Summary
Contents
Subject index
Information and communication technologies are said to be transforming urban life dramatically and bringing about rapid economic and cultural globalization. This book explores the many fascinating and urgent issues involved by relating advanced theoretical debates to practical matters of communication with cultural policy. It maps out a range of ‘optimistic’ and ‘pessimistic’ scenarios with special regard to various forms of inequality, particularly class, gender and geo-political inequalities. The sheer pace of change is difficult to track yet the expert contributors to this volume all offer insights and essential guidance to what is going on. There are chapters on urban planning, virtual cities and actual cities, economic and political policy, and critical social analysis of current trends that are of momentous consequence.
The book concludes that neither technological determinism nor economic determinism satisfactorily account for information and communication technologies and urban development. Instead, it is necessary to bring together a number of differently informing approaches, cultural, economic, political and technological, to make sense of a field of dynamic and contradictory forces.
Information and Communications Technologies: Luddism Revisited
Information and Communications Technologies: Luddism Revisited
It is now over 10 years since my book, Information Technology: A Luddite Analysis (written with Kevin Robins), was first published, and about a decade and a half since it was being researched and written. We have witnessed a great deal of development since that time in the information technology (IT) realm: PCs have become commonplace, Windows 95 and 98 have arrived, CD-ROMs are widely available, BSkyB has made inroads into terrestrial television's territory. People have even stopped talking about IT, preferring the acronym ICT because it encompasses both information and communications technologies.
One cannot be surprised at this. From early days, it was appreciated that the IT ‘revolution’ was set to be pervasive, continuous, even ordinary. It was actually one of the aims of the book to underline that information technologies were part and parcel of a historical process, uneven but ongoing, a core feature of which was persistent innovation and change. Thus it wasn't so much a matter of rudely ‘waking up’ to the ‘microelectronics revolution’, as the then Prime Minister James Callaghan warned in 1979. More important was to realize that this technological spurt was best understood as an integral element of the continuous adaptation and expansion of advanced capitalist forces which were facing a particular set of circumstances. Hence it was largely a matter of enhancing computer communications as corporate institutions spread their reach, of incorporating electronic devices in television and stereo sets as the market for home entertainments burgeoned, of mechanizing and automating processes where competitive edge might be found.
Looking back over the decade, two things seem to me especially striking. First, at what one might call the intellectual level – though this was always much more than a cerebral matter – the ideas of Daniel Bell have prevailed. He had coined the term ‘post-industrial’ back in the 1960s, and from the outset it was subject to unrelenting and devastating attack from fellow academics, but here we are in the late 1990s and ‘post-industrialism’, updated now into the concept of an ‘information society’ (though the rationale and defining characteristics have changed not a jot), is routinely used as a means of designating the current era. Professor Bell has won out: it is now quite orthodox to conjure, as a matter of unarguable fact, his ‘information society’ as the knowledge-based, high tech and service-centred world we allegedly inhabit (cf. Feather, 1994; Haywood, 1995). Even sceptical and serious social scientists have succumbed to this terminology (cf. Lyon, 1988; Stehr, 1994; Lash and Urry, 1995). And even leftist accounts of ‘Post-Fordism’ and ‘flexible specialization’ testify to the ‘revival of post-industrial theory’ (Kumar, 1995; and especially Castells, 1996–8).
Secondly, for me it is especially noticeable that, in the present period, we are experiencing the renaissance of one of our prime targets of the early 1980s, namely a utopianism that seizes on the newest technologies to announce a radical break with current arrangements and the coming of all manner of wonderful changes. We had supposed, naively it turns out, that the ordinariness of computerization, as well as the failure of the ‘mighty micro’ to bring about earth-shattering transformations during the 1980s, would have disabused and deterred the techno-enthusiasts.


All of the data must be output exactly, with every picture left out.
[Start of section]
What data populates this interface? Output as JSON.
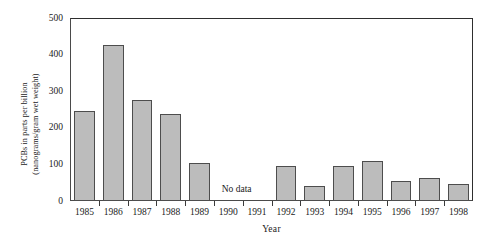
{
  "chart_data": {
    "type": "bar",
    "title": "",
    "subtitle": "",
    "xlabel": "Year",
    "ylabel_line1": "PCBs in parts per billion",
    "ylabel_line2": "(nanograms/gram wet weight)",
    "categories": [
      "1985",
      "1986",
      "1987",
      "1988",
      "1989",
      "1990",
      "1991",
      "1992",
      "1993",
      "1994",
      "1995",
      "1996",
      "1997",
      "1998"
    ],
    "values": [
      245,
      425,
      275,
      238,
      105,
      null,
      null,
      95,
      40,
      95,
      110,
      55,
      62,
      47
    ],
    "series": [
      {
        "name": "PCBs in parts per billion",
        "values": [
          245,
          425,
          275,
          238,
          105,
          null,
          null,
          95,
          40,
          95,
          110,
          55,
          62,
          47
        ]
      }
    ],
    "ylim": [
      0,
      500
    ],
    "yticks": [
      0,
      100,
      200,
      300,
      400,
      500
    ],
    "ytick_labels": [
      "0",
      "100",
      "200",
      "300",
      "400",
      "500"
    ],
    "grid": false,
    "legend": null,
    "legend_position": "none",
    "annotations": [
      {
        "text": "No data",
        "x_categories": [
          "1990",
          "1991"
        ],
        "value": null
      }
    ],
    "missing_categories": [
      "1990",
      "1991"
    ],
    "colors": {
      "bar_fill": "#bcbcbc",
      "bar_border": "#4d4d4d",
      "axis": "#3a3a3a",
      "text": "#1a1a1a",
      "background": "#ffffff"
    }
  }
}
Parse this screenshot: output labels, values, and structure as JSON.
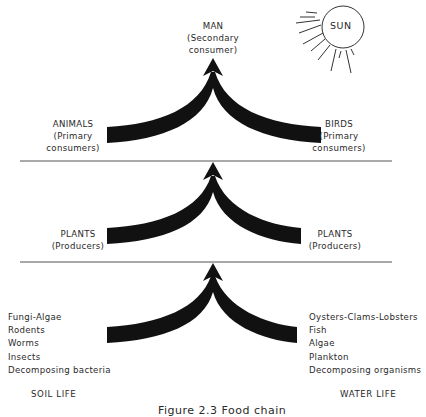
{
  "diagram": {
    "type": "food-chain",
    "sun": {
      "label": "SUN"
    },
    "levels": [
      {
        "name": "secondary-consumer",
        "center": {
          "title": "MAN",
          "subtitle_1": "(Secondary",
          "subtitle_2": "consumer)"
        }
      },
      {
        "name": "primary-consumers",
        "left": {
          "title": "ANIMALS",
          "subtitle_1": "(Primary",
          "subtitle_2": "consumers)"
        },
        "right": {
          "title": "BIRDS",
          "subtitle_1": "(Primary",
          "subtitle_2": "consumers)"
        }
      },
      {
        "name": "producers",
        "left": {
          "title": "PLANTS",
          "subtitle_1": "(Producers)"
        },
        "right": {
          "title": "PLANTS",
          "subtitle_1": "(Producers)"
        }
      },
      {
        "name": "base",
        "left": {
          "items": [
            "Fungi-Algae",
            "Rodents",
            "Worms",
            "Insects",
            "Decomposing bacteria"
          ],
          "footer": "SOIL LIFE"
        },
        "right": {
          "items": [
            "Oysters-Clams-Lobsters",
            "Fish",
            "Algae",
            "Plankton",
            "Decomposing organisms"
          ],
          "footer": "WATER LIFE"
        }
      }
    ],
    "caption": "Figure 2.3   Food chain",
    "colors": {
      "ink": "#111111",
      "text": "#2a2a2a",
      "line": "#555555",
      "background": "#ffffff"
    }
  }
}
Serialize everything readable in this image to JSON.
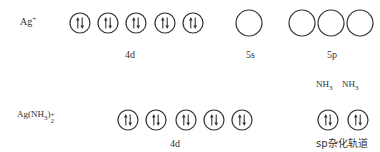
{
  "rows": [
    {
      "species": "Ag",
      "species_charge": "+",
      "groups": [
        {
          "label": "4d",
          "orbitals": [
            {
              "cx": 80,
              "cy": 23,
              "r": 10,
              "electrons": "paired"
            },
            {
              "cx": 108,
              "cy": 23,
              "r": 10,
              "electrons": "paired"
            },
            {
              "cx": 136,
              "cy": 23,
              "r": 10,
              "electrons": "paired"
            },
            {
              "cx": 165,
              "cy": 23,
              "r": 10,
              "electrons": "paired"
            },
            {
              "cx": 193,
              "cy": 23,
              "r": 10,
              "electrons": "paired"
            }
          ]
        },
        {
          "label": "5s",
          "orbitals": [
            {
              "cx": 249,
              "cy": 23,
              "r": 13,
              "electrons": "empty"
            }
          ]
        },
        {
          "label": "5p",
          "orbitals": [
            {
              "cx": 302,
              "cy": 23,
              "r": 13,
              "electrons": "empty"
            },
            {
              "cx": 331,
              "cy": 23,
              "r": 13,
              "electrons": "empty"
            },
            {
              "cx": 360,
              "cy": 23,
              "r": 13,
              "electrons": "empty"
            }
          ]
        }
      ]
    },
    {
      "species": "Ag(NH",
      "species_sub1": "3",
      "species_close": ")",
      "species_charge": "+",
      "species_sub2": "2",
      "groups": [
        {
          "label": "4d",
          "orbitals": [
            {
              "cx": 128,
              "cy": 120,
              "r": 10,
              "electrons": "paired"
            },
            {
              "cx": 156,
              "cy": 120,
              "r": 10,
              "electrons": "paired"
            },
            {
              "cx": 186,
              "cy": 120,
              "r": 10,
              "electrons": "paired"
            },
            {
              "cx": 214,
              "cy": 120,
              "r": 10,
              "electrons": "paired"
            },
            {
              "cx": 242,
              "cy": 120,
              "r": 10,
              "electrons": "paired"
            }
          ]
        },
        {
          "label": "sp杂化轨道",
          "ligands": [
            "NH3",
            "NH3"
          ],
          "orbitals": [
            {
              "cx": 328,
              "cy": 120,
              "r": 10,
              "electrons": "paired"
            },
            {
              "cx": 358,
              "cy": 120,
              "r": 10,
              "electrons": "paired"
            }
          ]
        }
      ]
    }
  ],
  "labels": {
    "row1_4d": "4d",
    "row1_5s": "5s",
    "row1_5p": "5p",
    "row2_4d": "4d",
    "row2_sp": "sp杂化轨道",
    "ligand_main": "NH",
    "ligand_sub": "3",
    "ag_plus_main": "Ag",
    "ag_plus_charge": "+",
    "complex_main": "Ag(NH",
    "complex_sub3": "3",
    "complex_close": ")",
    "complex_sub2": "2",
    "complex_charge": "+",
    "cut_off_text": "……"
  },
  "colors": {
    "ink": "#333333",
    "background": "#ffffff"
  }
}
[End of section]
● ANSWER TO THE EXERCISE:
What data populates this interface? Output as JSON.
{
  "chart_data": {
    "type": "bar",
    "title": "",
    "subtitle": "",
    "xlabel": "Year",
    "ylabel_line1": "PCBs in parts per billion",
    "ylabel_line2": "(nanograms/gram wet weight)",
    "categories": [
      "1985",
      "1986",
      "1987",
      "1988",
      "1989",
      "1990",
      "1991",
      "1992",
      "1993",
      "1994",
      "1995",
      "1996",
      "1997",
      "1998"
    ],
    "values": [
      245,
      425,
      275,
      238,
      105,
      null,
      null,
      95,
      40,
      95,
      110,
      55,
      62,
      47
    ],
    "series": [
      {
        "name": "PCBs in parts per billion",
        "values": [
          245,
          425,
          275,
          238,
          105,
          null,
          null,
          95,
          40,
          95,
          110,
          55,
          62,
          47
        ]
      }
    ],
    "ylim": [
      0,
      500
    ],
    "yticks": [
      0,
      100,
      200,
      300,
      400,
      500
    ],
    "ytick_labels": [
      "0",
      "100",
      "200",
      "300",
      "400",
      "500"
    ],
    "grid": false,
    "legend": null,
    "legend_position": "none",
    "annotations": [
      {
        "text": "No data",
        "x_categories": [
          "1990",
          "1991"
        ],
        "value": null
      }
    ],
    "missing_categories": [
      "1990",
      "1991"
    ],
    "colors": {
      "bar_fill": "#bcbcbc",
      "bar_border": "#4d4d4d",
      "axis": "#3a3a3a",
      "text": "#1a1a1a",
      "background": "#ffffff"
    }
  }
}
Parse this screenshot: output labels, values, and structure as JSON.
{
  "diagram": {
    "type": "food-chain",
    "sun": {
      "label": "SUN"
    },
    "levels": [
      {
        "name": "secondary-consumer",
        "center": {
          "title": "MAN",
          "subtitle_1": "(Secondary",
          "subtitle_2": "consumer)"
        }
      },
      {
        "name": "primary-consumers",
        "left": {
          "title": "ANIMALS",
          "subtitle_1": "(Primary",
          "subtitle_2": "consumers)"
        },
        "right": {
          "title": "BIRDS",
          "subtitle_1": "(Primary",
          "subtitle_2": "consumers)"
        }
      },
      {
        "name": "producers",
        "left": {
          "title": "PLANTS",
          "subtitle_1": "(Producers)"
        },
        "right": {
          "title": "PLANTS",
          "subtitle_1": "(Producers)"
        }
      },
      {
        "name": "base",
        "left": {
          "items": [
            "Fungi-Algae",
            "Rodents",
            "Worms",
            "Insects",
            "Decomposing bacteria"
          ],
          "footer": "SOIL LIFE"
        },
        "right": {
          "items": [
            "Oysters-Clams-Lobsters",
            "Fish",
            "Algae",
            "Plankton",
            "Decomposing organisms"
          ],
          "footer": "WATER LIFE"
        }
      }
    ],
    "caption": "Figure 2.3   Food chain",
    "colors": {
      "ink": "#111111",
      "text": "#2a2a2a",
      "line": "#555555",
      "background": "#ffffff"
    }
  }
}
Serialize everything readable in this image to JSON.
{
  "rows": [
    {
      "species": "Ag",
      "species_charge": "+",
      "groups": [
        {
          "label": "4d",
          "orbitals": [
            {
              "cx": 80,
              "cy": 23,
              "r": 10,
              "electrons": "paired"
            },
            {
              "cx": 108,
              "cy": 23,
              "r": 10,
              "electrons": "paired"
            },
            {
              "cx": 136,
              "cy": 23,
              "r": 10,
              "electrons": "paired"
            },
            {
              "cx": 165,
              "cy": 23,
              "r": 10,
              "electrons": "paired"
            },
            {
              "cx": 193,
              "cy": 23,
              "r": 10,
              "electrons": "paired"
            }
          ]
        },
        {
          "label": "5s",
          "orbitals": [
            {
              "cx": 249,
              "cy": 23,
              "r": 13,
              "electrons": "empty"
            }
          ]
        },
        {
          "label": "5p",
          "orbitals": [
            {
              "cx": 302,
              "cy": 23,
              "r": 13,
              "electrons": "empty"
            },
            {
              "cx": 331,
              "cy": 23,
              "r": 13,
              "electrons": "empty"
            },
            {
              "cx": 360,
              "cy": 23,
              "r": 13,
              "electrons": "empty"
            }
          ]
        }
      ]
    },
    {
      "species": "Ag(NH",
      "species_sub1": "3",
      "species_close": ")",
      "species_charge": "+",
      "species_sub2": "2",
      "groups": [
        {
          "label": "4d",
          "orbitals": [
            {
              "cx": 128,
              "cy": 120,
              "r": 10,
              "electrons": "paired"
            },
            {
              "cx": 156,
              "cy": 120,
              "r": 10,
              "electrons": "paired"
            },
            {
              "cx": 186,
              "cy": 120,
              "r": 10,
              "electrons": "paired"
            },
            {
              "cx": 214,
              "cy": 120,
              "r": 10,
              "electrons": "paired"
            },
            {
              "cx": 242,
              "cy": 120,
              "r": 10,
              "electrons": "paired"
            }
          ]
        },
        {
          "label": "sp杂化轨道",
          "ligands": [
            "NH3",
            "NH3"
          ],
          "orbitals": [
            {
              "cx": 328,
              "cy": 120,
              "r": 10,
              "electrons": "paired"
            },
            {
              "cx": 358,
              "cy": 120,
              "r": 10,
              "electrons": "paired"
            }
          ]
        }
      ]
    }
  ],
  "labels": {
    "row1_4d": "4d",
    "row1_5s": "5s",
    "row1_5p": "5p",
    "row2_4d": "4d",
    "row2_sp": "sp杂化轨道",
    "ligand_main": "NH",
    "ligand_sub": "3",
    "ag_plus_main": "Ag",
    "ag_plus_charge": "+",
    "complex_main": "Ag(NH",
    "complex_sub3": "3",
    "complex_close": ")",
    "complex_sub2": "2",
    "complex_charge": "+",
    "cut_off_text": "……"
  },
  "colors": {
    "ink": "#333333",
    "background": "#ffffff"
  }
}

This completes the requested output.